May many who read this be encouraged by this.
Thanks and greetings from the Netherlands, where this kind of teaching is almost completely unknown.
God bless you, my friend! There is victory in Christ Jesus. I am so heartened by your words. Continue on!
There is a small date error, saying that the Nashville Statement came out in August 2019. Should be 2018?
Part of good solid argumentation is the ability to characterize the other side of the argument in such a way that those you disagree with would agree with the way you state their case. That’s where this post fails.
The article says Revoice wants to assert that homosexual desire is not per se sin. Yet Revoice, in the statement that is publicly available to anyone on their website, clearly says homosexual lust (desire) is sin to be mortified by the sanctifying power of the Holy Spirit.
Had the article said “homosexual orientation” rather than “homosexual desire” it would have been acceptable.
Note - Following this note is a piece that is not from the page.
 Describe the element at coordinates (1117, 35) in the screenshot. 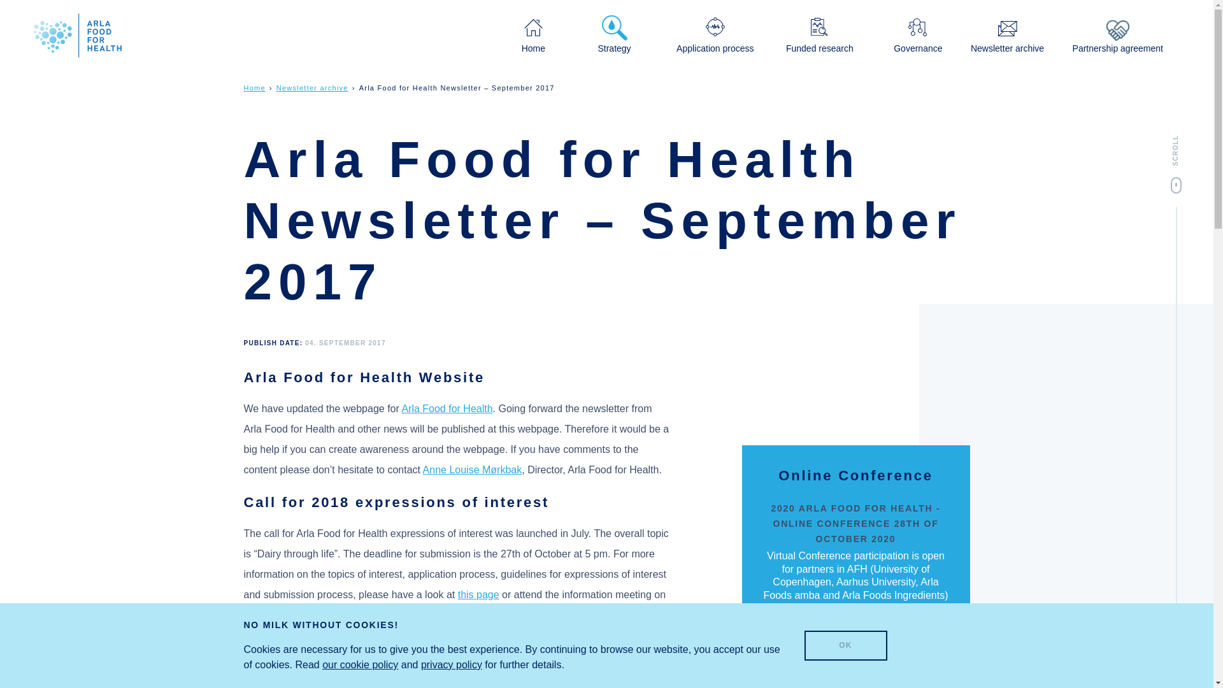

Instead, this mistake by the author sadly creates a falsehood about Revoice’s actual position. It then proceeds to knock down this strawman, which isn’t hard to do, biblically.
Instead of helping to resolve the issue, it exacerbates it. That’s not a direction that contributes to the peace and purity of the church.
Hi Dan (if I may),
I’m happy to make this correction. It’s not my intent to misrepresent the Revoice position.
I am still arguing that a “homosexual orientation,” which is what I take the Side B/Gay Christian view to be, is contrary Scripture and confession.
Thanks for your help.
Actually August 2017.
Thanks Steve. Corrected.
Dr. Clark,
Thanks for posting this. I was telling my sister the other day why the church at large seems so pro LBGTIQQKJWSHCJFJDHDJSKDK (?). I said it is because they have forgotten the holiness of God and elevate a weird form of ‘love’; therapeutic is definitely the right word for it.